Active Share vs Tracking Error

Does more active management lead to higher outperformance?

September 2025. Reading Time: 10 Minutes. Author: Nicolas Rabener.

SUMMARY

  • Active funds need to become active to justify their fees
  • There is no relationship between being more active & outperformance
  • Regardless if measured via active share or tracking error

INTRODUCTION

Fund managers are paid to outperform, which means they must differ from their benchmarks. For years, many could stay close to benchmarks, hugging them closely, but the rise of ETFs and improved analytics has made that approach harder. To justify meaningful fees, managers now need to be truly active.

Greater activity, however, is a double-edged sword: it increases the potential for both strong outperformance and significant underperformance. The most common ways to measure this activity are active share and tracking error.

This article explores how these two metrics influence fund managers’ ability to outperform.

ACTIVE SHARE & OUTPERFORMANCE

We consider all equity mutual funds and ETFs trading in the U.S. as our universe. For each fund, we algorithmically select an appropriate benchmark index and exclude any fund with an below 0.7 relative to its benchmark, resulting in a universe of approximately 2,500 funds.

Next, we calculate each fund’s active share, which measures the percentage of holdings that do not overlap with the benchmark. For instance, a fund with an active share below 10% is considered an index hugger, as its portfolio closely mirrors the benchmark.

We then sort funds into decile portfolios based on active share and compute their average outperformance relative to the benchmark. While higher active share theoretically offers greater opportunity to outperform, we observe that the average fund underperformed and that there is no clear relationship between active share and outperformance.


Try it
Your answer must be every line of the data that holds the string "French".

☆ ☆ ☆ ☆

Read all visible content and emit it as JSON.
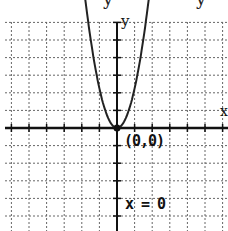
{
  "title_fragment": {
    "glyph_left": "y",
    "glyph_right": "y"
  },
  "graph": {
    "x_axis_label": "x",
    "y_axis_label": "y",
    "vertex_label": "(0,0)",
    "axis_of_symmetry_label": "x = 0",
    "colors": {
      "curve": "#222222",
      "axis": "#111111",
      "grid": "#555555",
      "background": "#ffffff"
    }
  },
  "chart_data": {
    "type": "line",
    "title": "",
    "function": "y = a x^2 (upward-opening parabola, vertex at origin)",
    "vertex": [
      0,
      0
    ],
    "axis_of_symmetry": "x = 0",
    "x": [
      -1.75,
      -1.5,
      -1,
      -0.5,
      0,
      0.5,
      1,
      1.5,
      1.75
    ],
    "series": [
      {
        "name": "parabola",
        "values": [
          7,
          5.1,
          2.3,
          0.57,
          0,
          0.57,
          2.3,
          5.1,
          7
        ]
      }
    ],
    "xlabel": "x",
    "ylabel": "y",
    "xlim": [
      -6.5,
      6.2
    ],
    "ylim": [
      -5.9,
      7.3
    ],
    "grid": true,
    "annotations": [
      "(0,0)",
      "x = 0"
    ]
  }
}
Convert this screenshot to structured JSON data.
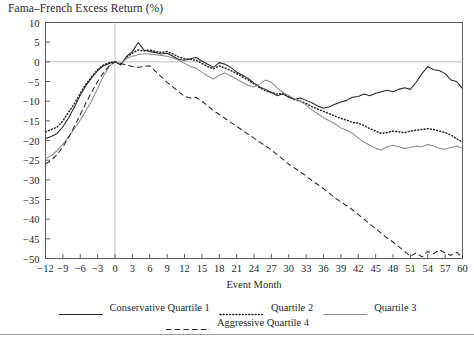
{
  "chart_title": "Fama–French Excess Return (%)",
  "axes": {
    "xlabel": "Event Month",
    "ylabel": "",
    "xticks": [
      -12,
      -9,
      -6,
      -3,
      0,
      3,
      6,
      9,
      12,
      15,
      18,
      21,
      24,
      27,
      30,
      33,
      36,
      39,
      42,
      45,
      48,
      51,
      54,
      57,
      60
    ],
    "yticks": [
      10,
      5,
      0,
      -5,
      -10,
      -15,
      -20,
      -25,
      -30,
      -35,
      -40,
      -45,
      -50
    ],
    "xlim": [
      -12,
      60
    ],
    "ylim": [
      -50,
      10
    ],
    "grid": "zero-line-only",
    "event_line_x": 0
  },
  "legend": {
    "position": "below-plot",
    "rows": [
      [
        {
          "label": "Conservative Quartile 1",
          "style": "solid",
          "color": "#262626"
        },
        {
          "label": "Quartile 2",
          "style": "dotted",
          "color": "#262626"
        },
        {
          "label": "Quartile 3",
          "style": "solid",
          "color": "#8c8c8c"
        }
      ],
      [
        {
          "label": "Aggressive Quartile 4",
          "style": "dashed",
          "color": "#262626"
        }
      ]
    ]
  },
  "chart_data": {
    "type": "line",
    "title": "Fama–French Excess Return (%)",
    "xlabel": "Event Month",
    "ylabel": "Fama–French Excess Return (%)",
    "xlim": [
      -12,
      60
    ],
    "ylim": [
      -50,
      10
    ],
    "grid": false,
    "legend_position": "bottom",
    "x": [
      -12,
      -11,
      -10,
      -9,
      -8,
      -7,
      -6,
      -5,
      -4,
      -3,
      -2,
      -1,
      0,
      1,
      2,
      3,
      4,
      5,
      6,
      7,
      8,
      9,
      10,
      11,
      12,
      13,
      14,
      15,
      16,
      17,
      18,
      19,
      20,
      21,
      22,
      23,
      24,
      25,
      26,
      27,
      28,
      29,
      30,
      31,
      32,
      33,
      34,
      35,
      36,
      37,
      38,
      39,
      40,
      41,
      42,
      43,
      44,
      45,
      46,
      47,
      48,
      49,
      50,
      51,
      52,
      53,
      54,
      55,
      56,
      57,
      58,
      59,
      60
    ],
    "series": [
      {
        "name": "Conservative Quartile 1",
        "style": "solid",
        "color": "#262626",
        "values": [
          -19.5,
          -19.0,
          -18.2,
          -16.5,
          -14.2,
          -11.5,
          -8.5,
          -6.0,
          -4.0,
          -2.2,
          -1.0,
          -0.4,
          0.0,
          -0.8,
          1.4,
          2.6,
          4.9,
          3.0,
          2.6,
          2.4,
          2.0,
          2.2,
          1.4,
          0.6,
          0.4,
          0.8,
          1.1,
          0.2,
          -0.6,
          -1.4,
          -0.2,
          -0.6,
          -1.4,
          -2.6,
          -3.4,
          -4.2,
          -5.4,
          -6.4,
          -7.0,
          -7.8,
          -8.6,
          -8.2,
          -9.0,
          -9.6,
          -9.2,
          -9.8,
          -10.4,
          -11.2,
          -11.8,
          -11.4,
          -10.8,
          -10.2,
          -9.8,
          -9.0,
          -8.8,
          -8.2,
          -8.6,
          -8.0,
          -7.6,
          -7.2,
          -7.6,
          -7.0,
          -6.6,
          -7.0,
          -5.2,
          -3.0,
          -1.2,
          -2.0,
          -2.2,
          -3.0,
          -4.6,
          -5.0,
          -6.8
        ]
      },
      {
        "name": "Quartile 2",
        "style": "dotted",
        "color": "#262626",
        "values": [
          -17.8,
          -17.2,
          -16.6,
          -15.0,
          -12.8,
          -10.6,
          -8.0,
          -5.6,
          -3.8,
          -2.0,
          -0.8,
          -0.2,
          0.0,
          -0.6,
          1.2,
          2.2,
          3.0,
          2.8,
          3.0,
          2.6,
          2.4,
          2.6,
          2.0,
          1.2,
          0.8,
          0.6,
          0.4,
          -0.4,
          -1.2,
          -1.8,
          -1.0,
          -1.6,
          -2.2,
          -3.0,
          -3.8,
          -4.6,
          -5.6,
          -6.6,
          -7.4,
          -7.8,
          -8.2,
          -8.0,
          -8.8,
          -9.6,
          -10.0,
          -10.6,
          -11.4,
          -12.0,
          -12.6,
          -13.2,
          -13.8,
          -14.4,
          -14.8,
          -15.4,
          -15.6,
          -16.2,
          -17.0,
          -17.6,
          -18.2,
          -18.0,
          -17.6,
          -17.8,
          -18.0,
          -17.6,
          -17.4,
          -17.2,
          -17.0,
          -17.2,
          -17.6,
          -18.0,
          -18.6,
          -19.6,
          -20.4
        ]
      },
      {
        "name": "Quartile 3",
        "style": "solid",
        "color": "#8c8c8c",
        "values": [
          -24.6,
          -23.8,
          -22.6,
          -21.0,
          -19.0,
          -17.0,
          -14.8,
          -12.4,
          -9.8,
          -6.8,
          -3.6,
          -1.2,
          0.0,
          -0.4,
          0.8,
          1.4,
          1.8,
          2.0,
          2.0,
          1.8,
          1.6,
          1.4,
          1.0,
          0.4,
          -0.4,
          -1.2,
          -1.6,
          -2.6,
          -3.6,
          -4.4,
          -3.4,
          -2.8,
          -3.6,
          -4.4,
          -5.2,
          -6.0,
          -6.4,
          -5.6,
          -4.6,
          -5.2,
          -6.6,
          -7.8,
          -8.6,
          -9.4,
          -10.0,
          -11.0,
          -12.2,
          -13.2,
          -14.2,
          -15.0,
          -15.8,
          -16.8,
          -17.4,
          -18.2,
          -19.4,
          -20.4,
          -21.2,
          -22.0,
          -22.4,
          -21.6,
          -21.2,
          -21.6,
          -22.0,
          -21.8,
          -21.4,
          -21.6,
          -21.0,
          -21.4,
          -22.0,
          -22.2,
          -21.8,
          -21.4,
          -22.0
        ]
      },
      {
        "name": "Aggressive Quartile 4",
        "style": "dashed",
        "color": "#262626",
        "values": [
          -26.0,
          -25.0,
          -23.6,
          -21.6,
          -19.2,
          -16.4,
          -13.4,
          -10.4,
          -7.6,
          -5.0,
          -2.8,
          -1.0,
          0.0,
          -0.4,
          -0.8,
          -1.2,
          -1.4,
          -1.2,
          -1.0,
          -2.4,
          -3.8,
          -5.2,
          -6.4,
          -7.6,
          -8.8,
          -9.2,
          -9.0,
          -10.0,
          -11.2,
          -12.4,
          -13.4,
          -14.4,
          -15.4,
          -16.4,
          -17.4,
          -18.4,
          -19.4,
          -20.4,
          -21.4,
          -22.4,
          -23.6,
          -24.8,
          -26.0,
          -27.0,
          -28.0,
          -29.0,
          -30.2,
          -31.2,
          -32.2,
          -33.4,
          -34.6,
          -35.6,
          -36.6,
          -37.6,
          -38.8,
          -40.0,
          -41.2,
          -42.4,
          -43.6,
          -44.8,
          -45.8,
          -47.0,
          -48.2,
          -49.4,
          -48.6,
          -49.6,
          -48.2,
          -48.8,
          -47.8,
          -48.6,
          -49.2,
          -48.4,
          -49.8
        ]
      }
    ]
  }
}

☆ ☆ ☆ ☆

Task output
  "chart_title": "Fama–French Excess Return (%)",
    "title": "Fama–French Excess Return (%)",
    "ylabel": "Fama–French Excess Return (%)",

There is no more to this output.